Council finds little common ground on camping ordinance
Wednesday, October 16, 2019 by
Ryan Thornton
Still divided over the best way to manage camping in public spaces, City Council will consider an ordinance Thursday that aims to create structure around its policy without reverting to a blanket ban on camping in public.
“We’d rather have people be safe than be in the woods somewhere and we’re trying to move people out,” Mayor Steve Adler explained at Tuesday’s work session. “At the same time our goal is not to make camping in our city such a comfortable thing to do that it makes it harder for us to move people into homes.”
With the proposed ordinance, Council Member Ann Kitchen said she believes she and her co-sponsors, Council members Alison Alter, Kathie Tovo and Leslie Pool, have “struck an appropriate balance.”
The ordinance would ban camping in several popular areas around downtown and near the University of Texas, including Congress Avenue from Oltorf Street to 11th Street; Second Street between Trinity Street and West Avenue; Fifth and Sixth streets between Interstate 35 and Lamar Boulevard; Guadalupe Street between Martin Luther King Jr. Boulevard and 26th Street; and 24th Street between North Lamar Boulevard and Guadalupe Street.
It would also prohibit camping around creeks or river banks, in the blocks surrounding emergency shelters, on sidewalks, traffic islands and concrete slopes, and in areas with a high wildfire risk.
Kitchen said the restrictions would be accompanied by comprehensive, non-criminal enforcement measures that will involve social service and health care professionals. The enforcement process will have four steps, including a formal warning, leading up to the issuance of a citation.
“I share, and we share, the concerns about criminalization,” Kitchen said. “We are not attempting to recriminalize and I do not think that this does this; this clarifies places within the existing ordinance that was passed in June where it’s not safe to camp.”
Adler pushed for compromise Tuesday, stating his preference that the ordinance be passed on the consent agenda rather than delving into a long discussion over specific issues.
Mayor Pro Tem Delia Garza and Council Member Greg Casar, however, strongly expressed discomfort with the ordinance as it is written.
Garza agreed that the ordinance passed on June 20, amending the city’s ban on camping and its no sit/no lie policy, could benefit from clarification, but took issue with the extent of the current proposal. She also took issue with Kitchen’s framing of the ordinance as non-punitive despite the provision for citations to be issued in the event of noncompliance.
Casar said he would be open to minor clarifications on the June ordinance, but is not supportive of these changes, many of which he considered too extensive.
Council Member Natasha Harper-Madison said she was still unsure about many of the proposals and that she would probably end up siding with “the lesser of evils” on Thursday.
Council Member Pio Renteria was generally supportive of the attempt to resolve the camping issues that have been made more visible since June.
“We kind of jumped the gun on the whole thing; we don’t have the shelters and the housing to put these people in yet,” he said. “It’s not going to be a solution overnight; we can reduce and manage our homeless population and then come back and then we’ll start looking at what we can do to keep from giving tickets out to all of these homeless people.”
Council Member Jimmy Flannigan argued for a more moderate approach, stating that, by his interpretation, most of the ordinance policies are already part of or could be inserted into the June ordinance.
Tovo said that the ordinance will help create clarity about city policy while “putting us on record” as being committed to the perspectives and processes outlined in the ordinance.
Considering the various objections and preferences of the Council members, Flannigan proposed working from a new substitute ordinance on Thursday rather than attempting to amend the original, but Kitchen strongly opposed this idea.
“I would like to vote on every single item we have brought forth,” Kitchen said. “I’m happy to entertain as many amendments as people want, and as I said, I’ll work with what people have suggested.”
Kitchen said she would work with her co-sponsors to incorporate amendments to the ordinance, based on comments from other Council members, ahead of Thursday’s meeting. Adler suggested Council members continue to work through issues on Council’s online message board today to save as much time as possible on Thursday.
Council Member Paige Ellis suggested following Kitchen’s plan and working from the proposed ordinance, where there is already considerable agreement. “I don’t want to be here until 4 a.m. again.”
Council members will have a chance to propose their own amendments Thursday if the ordinance doesn’t pass on an initial vote.
Gov. Greg Abbott has openly criticized the city’s new policies, threatening intervention by the state if a camping ban is not reinstated by Nov. 1.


*TASK STATEMENT:*
Retrieve all lines below that have the string "this".

[[ RECORDS SUPPLIED open ]]

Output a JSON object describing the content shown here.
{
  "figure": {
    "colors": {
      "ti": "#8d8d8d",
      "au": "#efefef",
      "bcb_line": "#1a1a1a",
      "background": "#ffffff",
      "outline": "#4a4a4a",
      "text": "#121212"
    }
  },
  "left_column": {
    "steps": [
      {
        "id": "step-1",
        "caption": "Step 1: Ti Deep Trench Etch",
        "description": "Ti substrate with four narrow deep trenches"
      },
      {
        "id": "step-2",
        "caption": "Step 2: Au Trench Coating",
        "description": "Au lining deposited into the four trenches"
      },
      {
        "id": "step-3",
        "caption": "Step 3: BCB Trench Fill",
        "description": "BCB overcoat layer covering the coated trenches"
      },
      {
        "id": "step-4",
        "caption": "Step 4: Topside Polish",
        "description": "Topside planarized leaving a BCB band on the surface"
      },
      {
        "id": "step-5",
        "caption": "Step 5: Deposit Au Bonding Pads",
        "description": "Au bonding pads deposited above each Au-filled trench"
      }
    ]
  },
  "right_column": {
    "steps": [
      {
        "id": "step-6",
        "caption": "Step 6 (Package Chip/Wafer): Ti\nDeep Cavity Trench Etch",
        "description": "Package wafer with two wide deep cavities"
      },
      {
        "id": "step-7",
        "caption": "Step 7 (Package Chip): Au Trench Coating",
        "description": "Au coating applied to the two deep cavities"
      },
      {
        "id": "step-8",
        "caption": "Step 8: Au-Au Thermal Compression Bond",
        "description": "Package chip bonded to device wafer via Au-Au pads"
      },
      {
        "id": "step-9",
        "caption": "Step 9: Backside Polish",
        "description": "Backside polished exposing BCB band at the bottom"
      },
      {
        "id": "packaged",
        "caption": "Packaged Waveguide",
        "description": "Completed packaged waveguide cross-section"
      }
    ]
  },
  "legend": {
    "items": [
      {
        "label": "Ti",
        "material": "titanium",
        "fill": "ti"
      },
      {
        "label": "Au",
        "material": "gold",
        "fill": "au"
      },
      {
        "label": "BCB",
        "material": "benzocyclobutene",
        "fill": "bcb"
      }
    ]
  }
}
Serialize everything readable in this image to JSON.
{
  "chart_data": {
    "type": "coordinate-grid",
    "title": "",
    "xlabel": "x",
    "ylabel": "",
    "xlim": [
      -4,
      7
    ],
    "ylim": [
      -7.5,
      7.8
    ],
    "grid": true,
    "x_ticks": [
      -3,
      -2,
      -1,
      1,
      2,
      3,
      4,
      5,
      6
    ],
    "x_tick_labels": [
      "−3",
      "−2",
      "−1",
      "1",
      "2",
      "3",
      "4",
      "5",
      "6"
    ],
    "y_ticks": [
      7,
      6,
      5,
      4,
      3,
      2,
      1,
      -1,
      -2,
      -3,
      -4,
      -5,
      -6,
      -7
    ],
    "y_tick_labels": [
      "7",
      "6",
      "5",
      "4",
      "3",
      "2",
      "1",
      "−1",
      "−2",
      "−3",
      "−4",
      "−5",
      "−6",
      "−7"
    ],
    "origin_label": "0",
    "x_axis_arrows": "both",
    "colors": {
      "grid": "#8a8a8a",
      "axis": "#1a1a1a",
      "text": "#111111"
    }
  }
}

[[ RECORDS SUPPLIED closed ]]
[[ RECORDS SUPPLIED open ]]

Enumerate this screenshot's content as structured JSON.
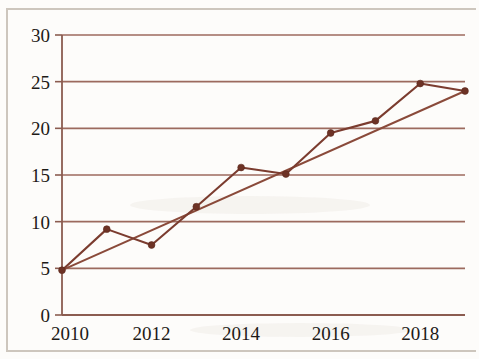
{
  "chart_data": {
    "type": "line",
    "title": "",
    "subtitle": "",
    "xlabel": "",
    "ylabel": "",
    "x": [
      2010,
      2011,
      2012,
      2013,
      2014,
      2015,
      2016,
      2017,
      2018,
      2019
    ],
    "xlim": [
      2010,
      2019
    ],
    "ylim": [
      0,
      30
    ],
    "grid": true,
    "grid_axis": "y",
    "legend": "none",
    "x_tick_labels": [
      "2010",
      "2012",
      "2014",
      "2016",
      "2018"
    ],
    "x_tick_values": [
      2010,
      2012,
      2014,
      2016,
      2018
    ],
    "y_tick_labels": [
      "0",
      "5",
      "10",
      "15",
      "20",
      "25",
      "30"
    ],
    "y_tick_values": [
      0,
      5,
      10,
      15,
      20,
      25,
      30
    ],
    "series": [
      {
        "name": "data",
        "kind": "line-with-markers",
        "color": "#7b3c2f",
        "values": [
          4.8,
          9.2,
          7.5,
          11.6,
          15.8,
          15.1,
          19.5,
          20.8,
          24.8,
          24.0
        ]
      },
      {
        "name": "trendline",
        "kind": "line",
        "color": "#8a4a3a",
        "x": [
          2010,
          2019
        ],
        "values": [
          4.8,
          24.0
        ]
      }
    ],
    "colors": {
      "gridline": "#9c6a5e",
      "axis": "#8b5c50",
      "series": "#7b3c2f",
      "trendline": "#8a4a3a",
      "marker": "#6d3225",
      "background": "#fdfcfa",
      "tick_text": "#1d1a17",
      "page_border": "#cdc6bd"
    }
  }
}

[[ RECORDS SUPPLIED closed ]]

*ANSWER BELOW:*
Serialize everything readable in this image to JSON.
Enumerate this screenshot's content as structured JSON.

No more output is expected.